Microsoft is late to the party, but it is finally bringing a deep research tool of its own to the Microsoft 365 Copilot platform across the web, mobile, and desktop. Unlike competitors such as Google Gemini, Perplexity, or OpenAI’s ChatGPT, all of which use the Deep Research name, Microsoft is going with the Researcher agent branding.
The overarching idea, however, isn’t too different. You tell the Copilot AI to come up with thoroughly researched material on a certain topic or create an action plan, and it will oblige by producing a detailed document that would otherwise take hours of human research and compilation. It’s all about performing complex, multi-step research on your behalf as an autonomous AI agent.
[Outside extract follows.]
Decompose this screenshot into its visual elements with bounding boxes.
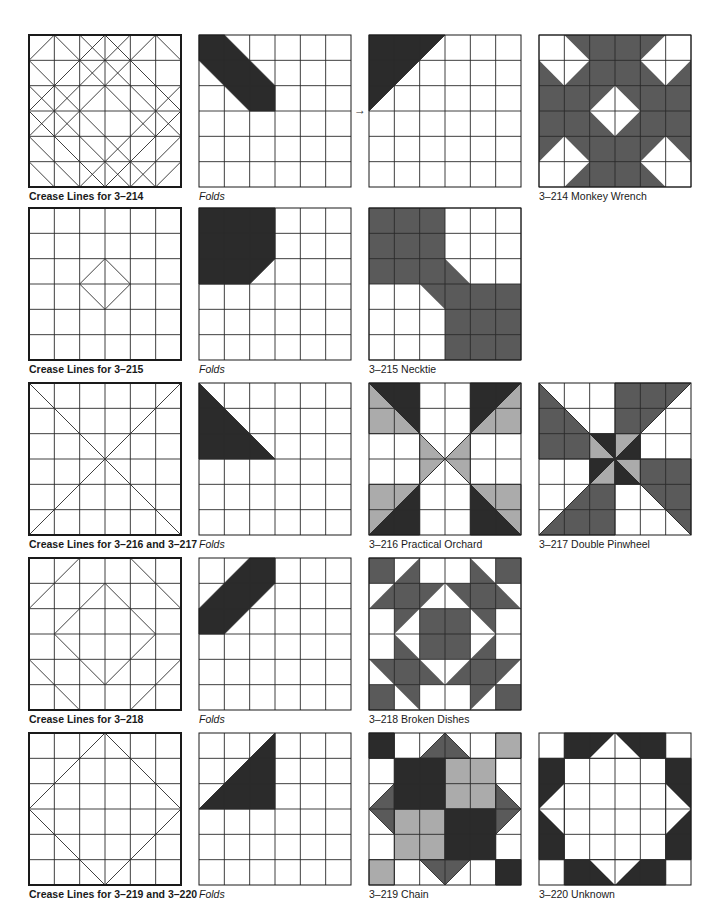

Just to avoid any confusion early on, Microsoft 365 Copilot is essentially the rebranded version of the erstwhile Microsoft 365 (Office) app. It is different from the standalone Copilot app, which is more like a general purpose AI chatbot application.
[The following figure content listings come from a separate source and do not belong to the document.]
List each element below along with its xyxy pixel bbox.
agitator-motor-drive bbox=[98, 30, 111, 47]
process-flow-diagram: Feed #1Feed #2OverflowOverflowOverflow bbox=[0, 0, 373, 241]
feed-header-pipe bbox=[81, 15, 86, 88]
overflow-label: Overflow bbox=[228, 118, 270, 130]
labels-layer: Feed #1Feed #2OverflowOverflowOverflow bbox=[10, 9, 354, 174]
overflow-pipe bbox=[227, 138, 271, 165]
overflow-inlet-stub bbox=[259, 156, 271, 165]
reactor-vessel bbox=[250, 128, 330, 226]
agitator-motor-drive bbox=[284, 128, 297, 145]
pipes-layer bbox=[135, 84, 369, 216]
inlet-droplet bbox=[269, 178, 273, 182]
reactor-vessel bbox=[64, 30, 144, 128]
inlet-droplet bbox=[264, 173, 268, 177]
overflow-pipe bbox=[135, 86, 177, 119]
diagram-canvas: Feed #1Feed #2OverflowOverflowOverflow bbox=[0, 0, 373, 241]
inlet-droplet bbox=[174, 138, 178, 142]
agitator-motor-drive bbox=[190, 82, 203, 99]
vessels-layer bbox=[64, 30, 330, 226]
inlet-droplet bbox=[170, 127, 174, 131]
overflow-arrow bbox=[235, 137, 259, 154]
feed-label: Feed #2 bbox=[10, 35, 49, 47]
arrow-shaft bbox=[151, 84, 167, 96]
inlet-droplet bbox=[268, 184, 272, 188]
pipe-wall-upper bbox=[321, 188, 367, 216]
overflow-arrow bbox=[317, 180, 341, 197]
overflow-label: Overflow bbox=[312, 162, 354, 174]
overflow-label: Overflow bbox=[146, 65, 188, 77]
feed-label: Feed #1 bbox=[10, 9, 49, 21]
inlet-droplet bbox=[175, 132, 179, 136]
How Researcher agent works?
Underneath the Researcher agent, however, is OpenAI’s Deep Research model. But this is not a simple rip-off. Instead, the feature’s implementation in Microsoft 365 Copilot runs far deeper than the competition. That’s primarily because it can look at your own material, or a business’ internal data, as well.
Instead of pulling information solely from the internet, the Researcher agent can also take a look at internal documents such as emails, chats, internal meeting logs, calendars, transcripts, and shared documents. It can also reference data from external sources such as Salesforce, as well as other custom agents that are in use at a company.
“Researcher’s intelligence to reason and connect the dots leads to magical moments,” claims Microsoft. Researcher agent can be configured by users to reference data from the web, local files, meeting recordings, emails, chats, and sales agent, on an individual basis — all of them, or just a select few.
Why it stands out?
The overall idea is to create a research tool that can create detailed plans on external data available on the web, as well as the internal company material. For businesses, that’s a huge relief. Microsoft already has tens of thousands of enterprises that have created their bespoke AI agents to automate internal work using the Copilot Studio tool.
“It leverages the enterprise knowledge graph to integrate user and organizational context, including details about people, projects, products, and the unique interplay of these entities within the user’s work,” says the company. During early tests, Microsoft claims the Researcher agent saved 6-8 hours on a weekly basis for selected adopters.
Access to Researcher will first start rolling out to Microsoft 365 Copilot customers in April. It will be released as part of a new Frontier program that gives early access to new Copilot tools, somewhat like the Insider Preview program for beta testing Windows OS.